Plus, developers are continuing to move into the lending space. Silverstein Properties expanded into debt in 2018, and made its first transaction in a $240M mezzanine loan on a 1,000-foot-tall, ground-up mixed-use building. Slate Property Group also formed a lending arm last year, with a goal to offer $500M in its first year.
“It’s hard to buy real estate in New York right now,” NKF’s Stolly said. “The perception is from a lot of these folks is that we are late cycle and that if they can invest strategically as a lender … if something should go wrong, they have the ability to step in and fix any problems. Not necessarily as being predatory, but they have expertise that a traditional construction lender doesn’t have.”
Greystone Bassuk President Drew Fletcher said he wouldn’t be surprised if more developers establish lending arms this year, though he thinks it is now reaching a point of saturation.
“If you look at the spread where capital is priced, where the nontraditional lenders are pricing their capital versus the banks — that spread has narrowed considerably,” he said. “There is an oversupply of capital. All of the same groups are competing for the same deals.”
Fletcher is arranging $415M in debt for Douglaston Development’s planned 931-unit apartment tower at 601 West 29th St. near Hudson Yards, where construction is slated to begin in April.
He said that, while there has still been robust construction activity in the city over the last 18 to 24 months, there has been a drop in the amount of new financing originated.
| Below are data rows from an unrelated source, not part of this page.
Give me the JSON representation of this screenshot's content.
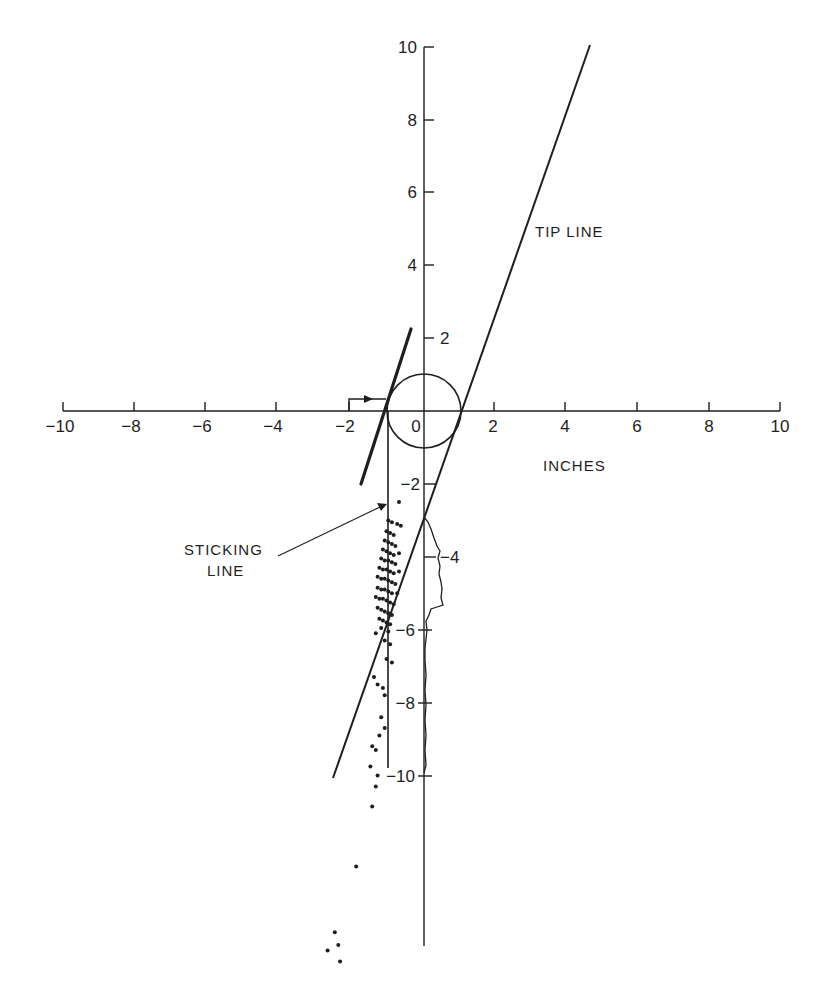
{
  "chart_data": {
    "type": "scatter",
    "title": "",
    "xlabel": "INCHES",
    "ylabel": "",
    "xlim": [
      -10,
      10
    ],
    "ylim": [
      -15,
      10
    ],
    "grid": false,
    "legend": "none",
    "x_ticks": [
      -10,
      -8,
      -6,
      -4,
      -2,
      0,
      2,
      4,
      6,
      8,
      10
    ],
    "x_tick_labels": [
      "−10",
      "−8",
      "−6",
      "−4",
      "−2",
      "0",
      "2",
      "4",
      "6",
      "8",
      "10"
    ],
    "y_ticks": [
      10,
      8,
      6,
      4,
      2,
      -2,
      -4,
      -6,
      -8,
      -10
    ],
    "y_tick_labels": [
      "10",
      "8",
      "6",
      "4",
      "2",
      "−2",
      "−4",
      "−6",
      "−8",
      "−10"
    ],
    "annotations": [
      {
        "id": "tip_line",
        "text": "TIP LINE",
        "x": 3.1,
        "y": 4.8
      },
      {
        "id": "sticking_line",
        "text": [
          "STICKING",
          "LINE"
        ],
        "x": -5.8,
        "y": -3.6,
        "arrow_to": [
          -1.0,
          -2.6
        ]
      },
      {
        "id": "x_unit",
        "text": "INCHES",
        "x": 5.6,
        "y": -1.6
      }
    ],
    "lines": [
      {
        "name": "TIP LINE",
        "from": [
          -2.5,
          -10.1
        ],
        "to": [
          4.7,
          10.0
        ],
        "weight": "normal"
      },
      {
        "name": "STICKING LINE",
        "from": [
          -1.0,
          0.0
        ],
        "to": [
          -1.0,
          -9.8
        ],
        "weight": "normal"
      },
      {
        "name": "thick reference line",
        "from": [
          -1.75,
          -2.0
        ],
        "to": [
          -0.35,
          2.25
        ],
        "weight": "bold"
      },
      {
        "name": "offset arrow",
        "path": [
          [
            -2.1,
            0.0
          ],
          [
            -2.1,
            0.35
          ],
          [
            -1.0,
            0.35
          ]
        ],
        "arrowhead": true
      }
    ],
    "circle": {
      "center": [
        0,
        0
      ],
      "radius": 1.0
    },
    "histogram_outline": {
      "along": "y-axis",
      "baseline_x": 0,
      "profile": [
        {
          "y": -2.9,
          "x": 0.0
        },
        {
          "y": -3.2,
          "x": 0.2
        },
        {
          "y": -3.6,
          "x": 0.3
        },
        {
          "y": -4.0,
          "x": 0.45
        },
        {
          "y": -4.4,
          "x": 0.4
        },
        {
          "y": -4.8,
          "x": 0.45
        },
        {
          "y": -5.1,
          "x": 0.5
        },
        {
          "y": -5.3,
          "x": 0.2
        },
        {
          "y": -5.6,
          "x": 0.15
        },
        {
          "y": -6.0,
          "x": 0.05
        },
        {
          "y": -6.5,
          "x": 0.03
        },
        {
          "y": -7.5,
          "x": 0.02
        },
        {
          "y": -9.0,
          "x": 0.02
        },
        {
          "y": -9.9,
          "x": 0.0
        }
      ]
    },
    "points": [
      {
        "x": -0.7,
        "y": -2.5
      },
      {
        "x": -1.0,
        "y": -3.0
      },
      {
        "x": -0.9,
        "y": -3.05
      },
      {
        "x": -0.75,
        "y": -3.1
      },
      {
        "x": -0.65,
        "y": -3.15
      },
      {
        "x": -1.05,
        "y": -3.3
      },
      {
        "x": -0.95,
        "y": -3.35
      },
      {
        "x": -0.85,
        "y": -3.4
      },
      {
        "x": -1.1,
        "y": -3.55
      },
      {
        "x": -1.0,
        "y": -3.6
      },
      {
        "x": -0.9,
        "y": -3.65
      },
      {
        "x": -0.8,
        "y": -3.7
      },
      {
        "x": -1.15,
        "y": -3.8
      },
      {
        "x": -1.05,
        "y": -3.85
      },
      {
        "x": -0.95,
        "y": -3.9
      },
      {
        "x": -0.85,
        "y": -3.95
      },
      {
        "x": -0.7,
        "y": -3.9
      },
      {
        "x": -1.2,
        "y": -4.05
      },
      {
        "x": -1.1,
        "y": -4.1
      },
      {
        "x": -1.0,
        "y": -4.1
      },
      {
        "x": -0.9,
        "y": -4.15
      },
      {
        "x": -0.8,
        "y": -4.2
      },
      {
        "x": -1.25,
        "y": -4.3
      },
      {
        "x": -1.15,
        "y": -4.35
      },
      {
        "x": -1.05,
        "y": -4.35
      },
      {
        "x": -0.95,
        "y": -4.4
      },
      {
        "x": -0.85,
        "y": -4.45
      },
      {
        "x": -0.7,
        "y": -4.4
      },
      {
        "x": -1.3,
        "y": -4.55
      },
      {
        "x": -1.2,
        "y": -4.6
      },
      {
        "x": -1.1,
        "y": -4.6
      },
      {
        "x": -1.0,
        "y": -4.65
      },
      {
        "x": -0.9,
        "y": -4.7
      },
      {
        "x": -0.8,
        "y": -4.75
      },
      {
        "x": -1.3,
        "y": -4.85
      },
      {
        "x": -1.2,
        "y": -4.9
      },
      {
        "x": -1.1,
        "y": -4.9
      },
      {
        "x": -1.0,
        "y": -4.95
      },
      {
        "x": -0.9,
        "y": -5.0
      },
      {
        "x": -0.75,
        "y": -5.0
      },
      {
        "x": -1.35,
        "y": -5.1
      },
      {
        "x": -1.25,
        "y": -5.15
      },
      {
        "x": -1.15,
        "y": -5.15
      },
      {
        "x": -1.05,
        "y": -5.2
      },
      {
        "x": -0.95,
        "y": -5.25
      },
      {
        "x": -0.85,
        "y": -5.3
      },
      {
        "x": -1.3,
        "y": -5.4
      },
      {
        "x": -1.2,
        "y": -5.45
      },
      {
        "x": -1.1,
        "y": -5.5
      },
      {
        "x": -1.0,
        "y": -5.55
      },
      {
        "x": -0.9,
        "y": -5.6
      },
      {
        "x": -1.25,
        "y": -5.7
      },
      {
        "x": -1.15,
        "y": -5.75
      },
      {
        "x": -1.05,
        "y": -5.8
      },
      {
        "x": -0.95,
        "y": -5.85
      },
      {
        "x": -1.2,
        "y": -5.95
      },
      {
        "x": -1.0,
        "y": -6.05
      },
      {
        "x": -1.35,
        "y": -6.1
      },
      {
        "x": -1.1,
        "y": -6.3
      },
      {
        "x": -0.95,
        "y": -6.4
      },
      {
        "x": -1.05,
        "y": -6.8
      },
      {
        "x": -0.9,
        "y": -6.9
      },
      {
        "x": -1.4,
        "y": -7.3
      },
      {
        "x": -1.3,
        "y": -7.5
      },
      {
        "x": -1.15,
        "y": -7.6
      },
      {
        "x": -1.1,
        "y": -7.8
      },
      {
        "x": -1.2,
        "y": -8.4
      },
      {
        "x": -1.1,
        "y": -8.7
      },
      {
        "x": -1.25,
        "y": -8.9
      },
      {
        "x": -1.45,
        "y": -9.2
      },
      {
        "x": -1.35,
        "y": -9.3
      },
      {
        "x": -1.5,
        "y": -9.75
      },
      {
        "x": -1.3,
        "y": -10.0
      },
      {
        "x": -1.35,
        "y": -10.3
      },
      {
        "x": -1.45,
        "y": -10.85
      },
      {
        "x": -1.9,
        "y": -12.5
      },
      {
        "x": -2.5,
        "y": -14.3
      },
      {
        "x": -2.4,
        "y": -14.65
      },
      {
        "x": -2.7,
        "y": -14.8
      },
      {
        "x": -2.35,
        "y": -15.1
      }
    ]
  },
  "labels": {
    "tip_line": "TIP LINE",
    "sticking_line_1": "STICKING",
    "sticking_line_2": "LINE",
    "inches": "INCHES",
    "x_ticks": [
      "−10",
      "−8",
      "−6",
      "−4",
      "−2",
      "0",
      "2",
      "4",
      "6",
      "8",
      "10"
    ],
    "y_ticks": {
      "p10": "10",
      "p8": "8",
      "p6": "6",
      "p4": "4",
      "p2": "2",
      "m2": "−2",
      "m4": "−4",
      "m6": "−6",
      "m8": "−8",
      "m10": "−10"
    }
  },
  "colors": {
    "ink": "#1e1e1e",
    "background": "#ffffff"
  }
}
Though there is significant capital available, he said, the trifecta of the high cost of land, construction prices and rising interest rates is slowing ground-up construction across the market.
“I think we are going to continue to see a trend in 2019 where the majority of the financing activity will be traditional bridge loans and permanent loans,” he said. “We are seeing that across the board. At the end of the day, it all comes back to what it costs to develop in New York City. Sellers have not reduced their prices, and we also haven’t seen a material drop in construction costs.”